Go to Troubleshoot > Advanced options > Startup Settings > Restart.

After restarting, press 7 or F7 to "Disable driver signature enforcement." 2. Manual Driver Update

Once the phone is connected via test point and appears in Device Manager:

Find the device listed as USB SER (usually under "Other devices" or "Ports"). Right-click it and select Update driver. Choose Browse my computer for drivers.

Select Let me pick from a list of available drivers on my computer.

Click Have Disk... and browse to your downloaded driver folder.

Select the .inf file (e.g., huawei_usb_ser.inf) and click OK.

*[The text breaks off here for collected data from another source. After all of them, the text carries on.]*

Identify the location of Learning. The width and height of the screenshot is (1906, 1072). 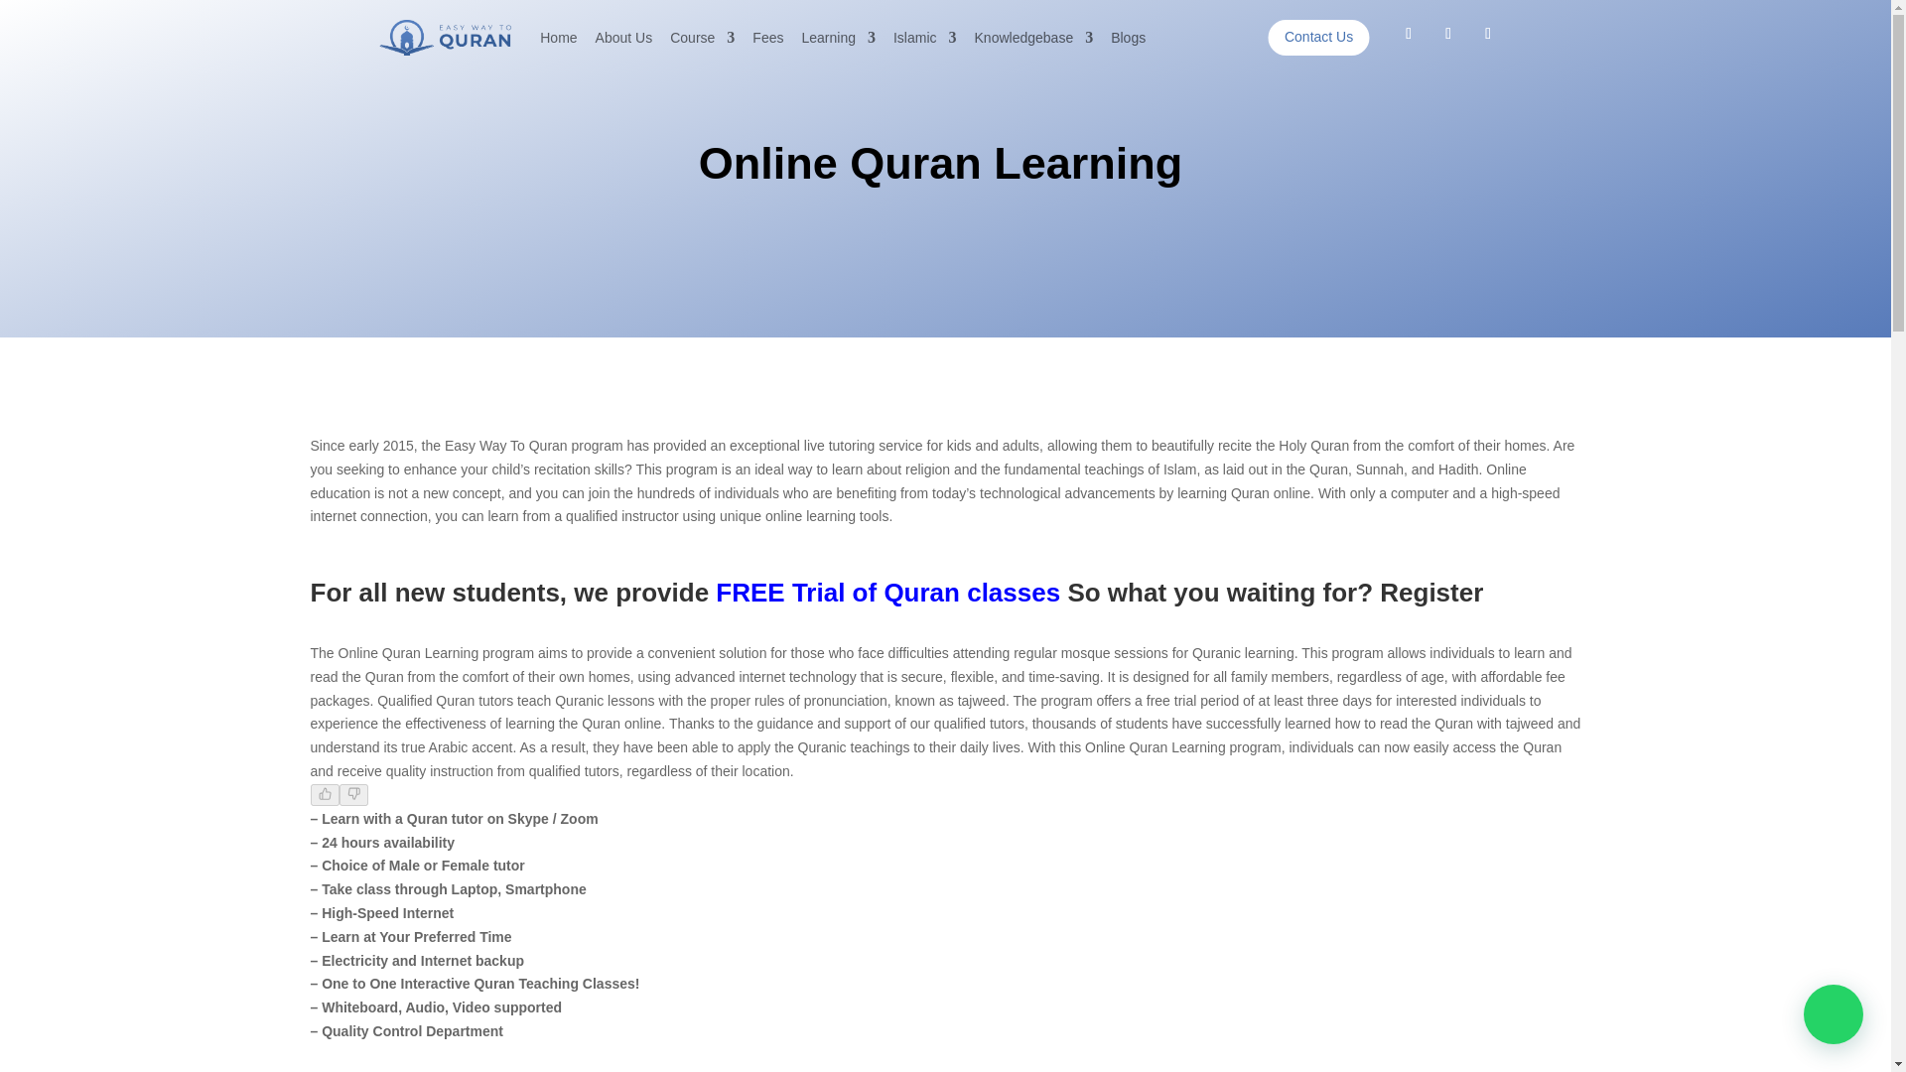
(838, 38).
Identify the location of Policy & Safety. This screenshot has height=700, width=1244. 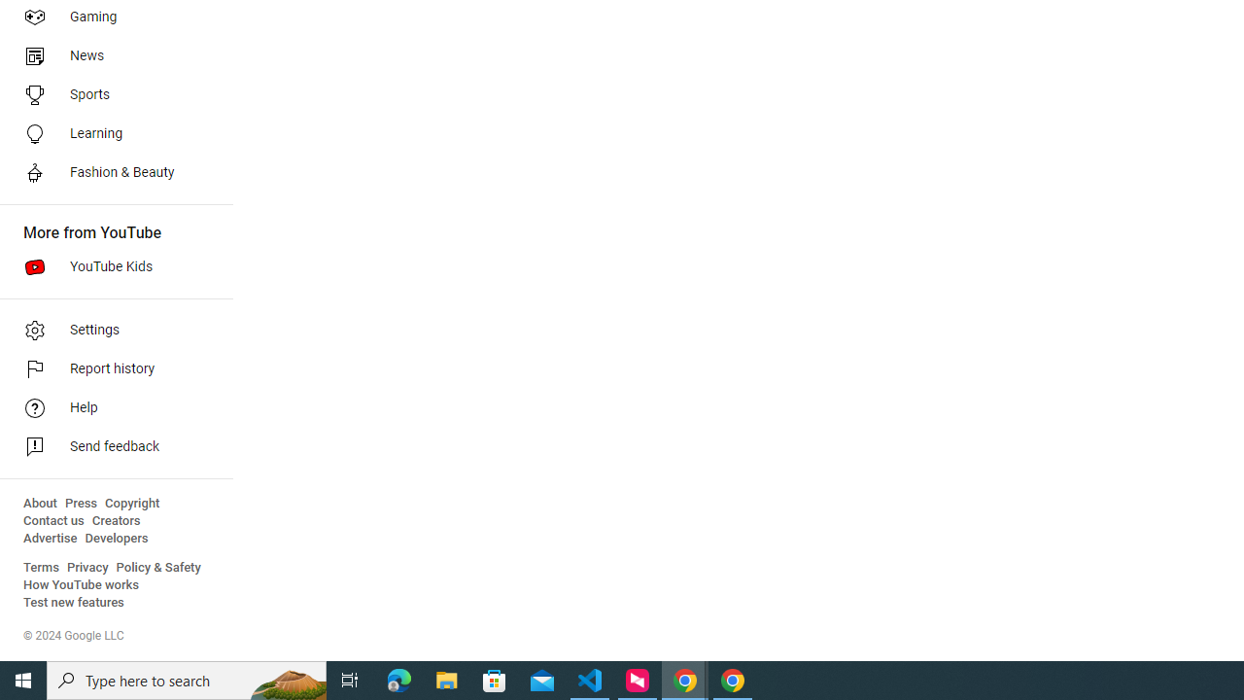
(158, 568).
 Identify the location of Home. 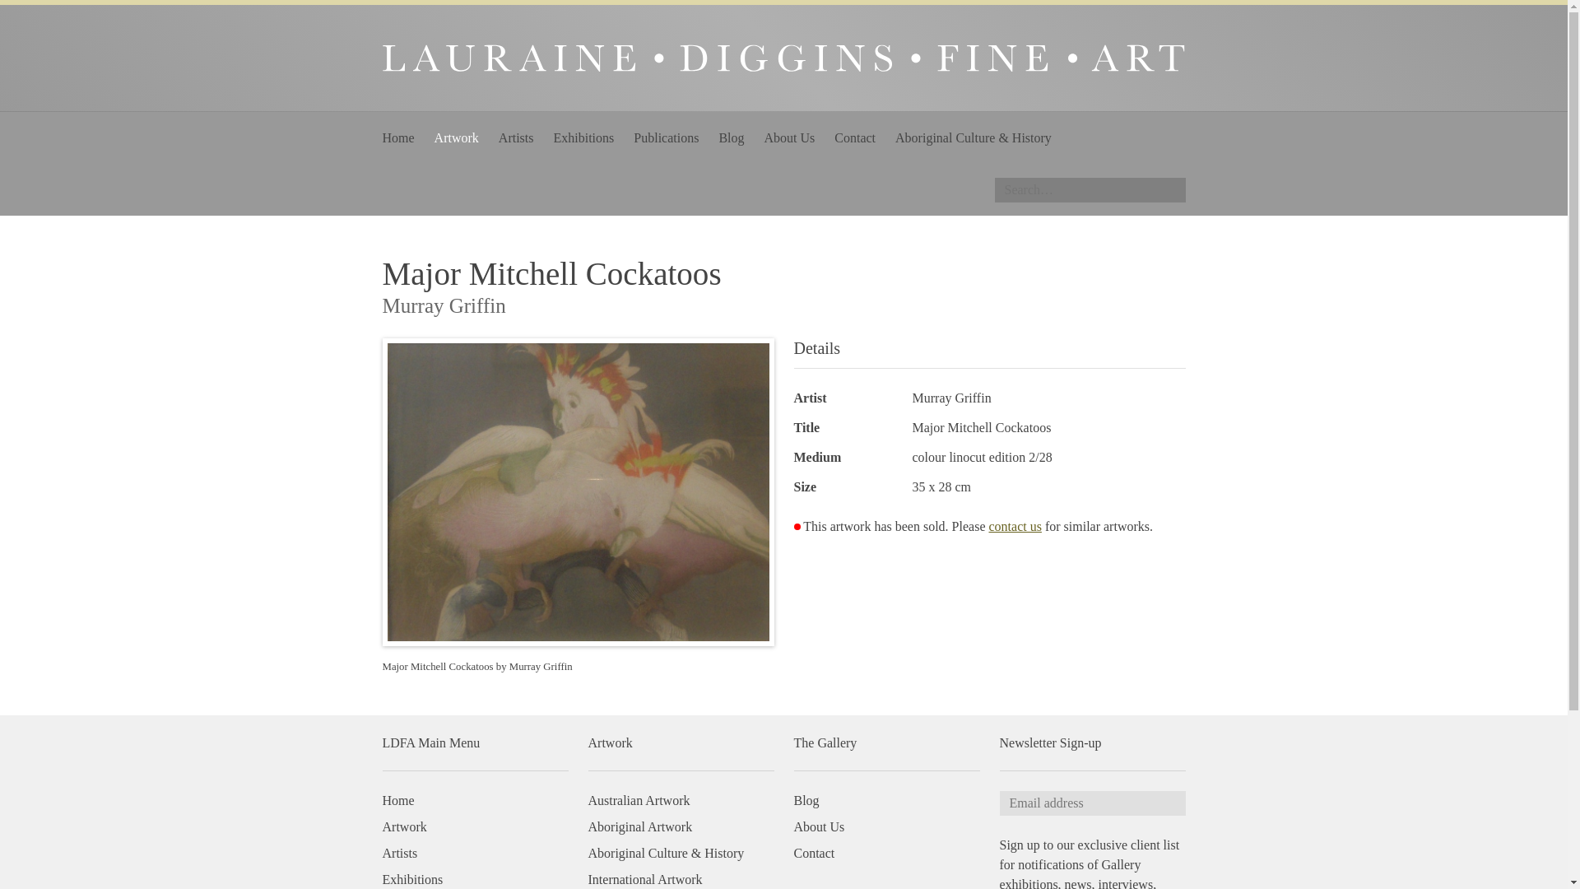
(398, 138).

Select HUAWEI USB COM 1.0 from the list and finish the installation. 3. Verify the Connection

In Device Manager, the device should now be listed under Ports (COM & LPT) as HUAWEI USB COM 1.0 (COMxx).

If it still shows a yellow exclamation mark, repeat Step 1 to ensure signature enforcement is off. 📂 Resource Links

Official Support: Use the Huawei Driver Download Tool for standard computer drivers.

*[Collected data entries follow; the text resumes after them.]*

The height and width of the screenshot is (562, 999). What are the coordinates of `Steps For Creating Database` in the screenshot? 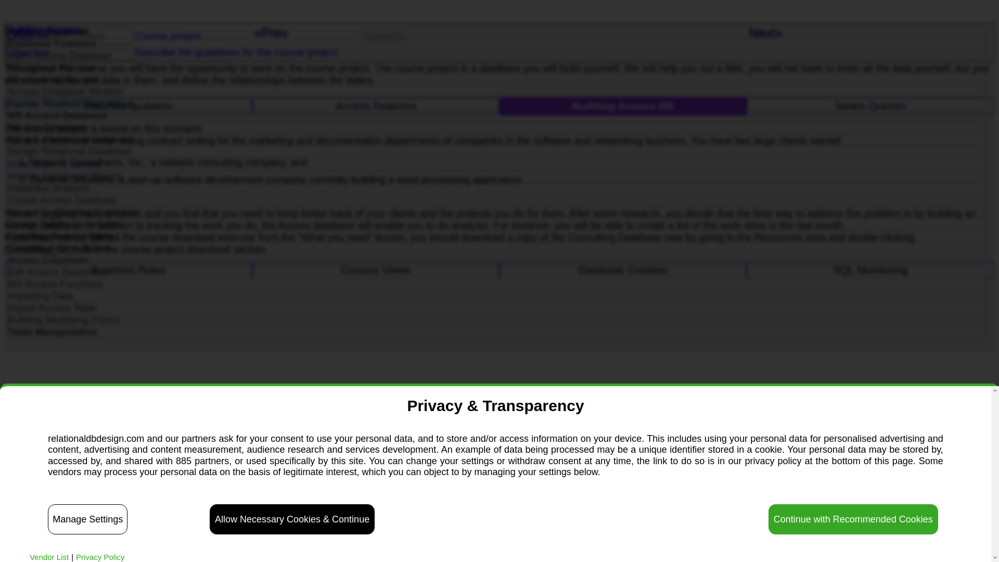 It's located at (496, 212).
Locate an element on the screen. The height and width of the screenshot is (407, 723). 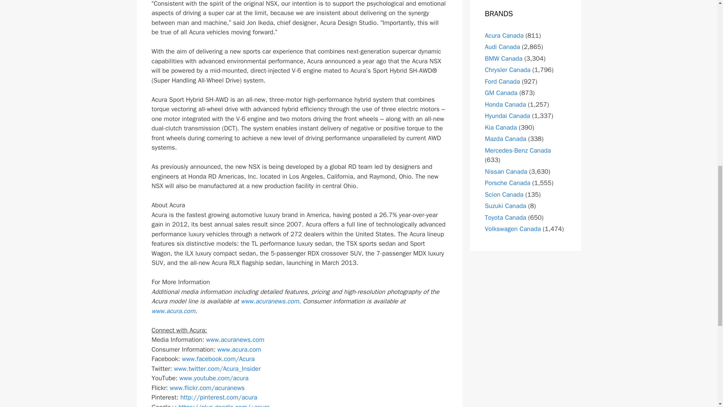
Ford Canada is located at coordinates (502, 81).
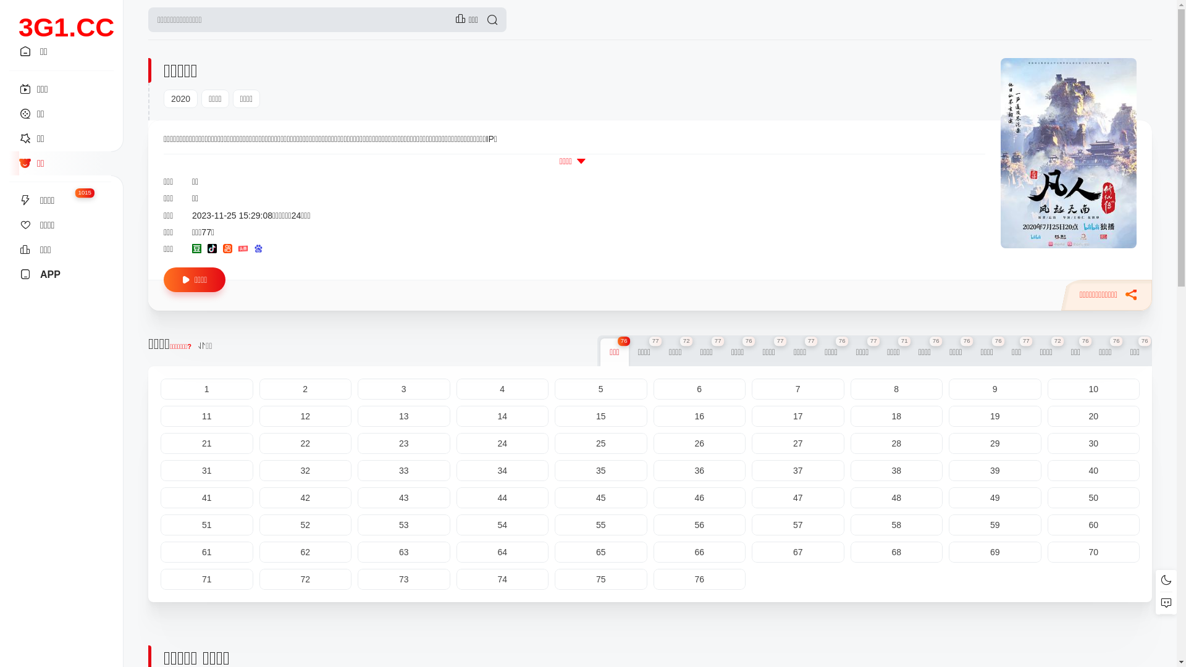 Image resolution: width=1186 pixels, height=667 pixels. What do you see at coordinates (404, 579) in the screenshot?
I see `73` at bounding box center [404, 579].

General Setup: Check Huawei Support for basic built-in driver installation.

Developer Tools: Visit the Huawei Developer Portal for official SDKs and advanced port tools.

💡 Note: Always use a high-quality USB cable and ensure your battery is disconnected if the specific test point method for your Kirin chipset requires it.

Which Huawei model or Kirin chipset are you currently working on?

Install a driver on a HUAWEI computer | HUAWEI Support Global


The Ultimate "It Still Doesn't Work" Fix

If you have tried everything, use Zadig (a universal driver installer).

  1. Open Zadig as Admin.
  2. Options > List All Devices.
  3. Select "DBAdapter" or "Unknown Device #1."
  4. Replace the driver with libusb-win32 or WinUSB.
  5. Note: This removes Huawei branding but forces the port open. Use this only for flashing tools like Balong_USB_Download.exe.

Step 1: Identify the Pins

You need the specific TP pinout for your model (E3372, E5573, etc.). Search: "[Your Model] test point diagram". You will usually short a resistor to a ground shield.

Is the Test Point Driver Install Safe?

Professional answer: It is safe for the software, but risky for the hardware.

  • Risks: You can permanently short the motherboard if you slip during the test point connection. You can rip off components if you use too much force.
  • Rewards: It is the only method to recover a hard-bricked Huawei (Mate, P, Nova series) without a specialized JTAG box.

For FRP bypass, consider whether you really need to open the phone. On older Huawei (Android 8/9), you could use free software like "FRP Hijacker" via fastboot. On Android 10/11/12 with HarmonyOS, test point driver install is mandatory.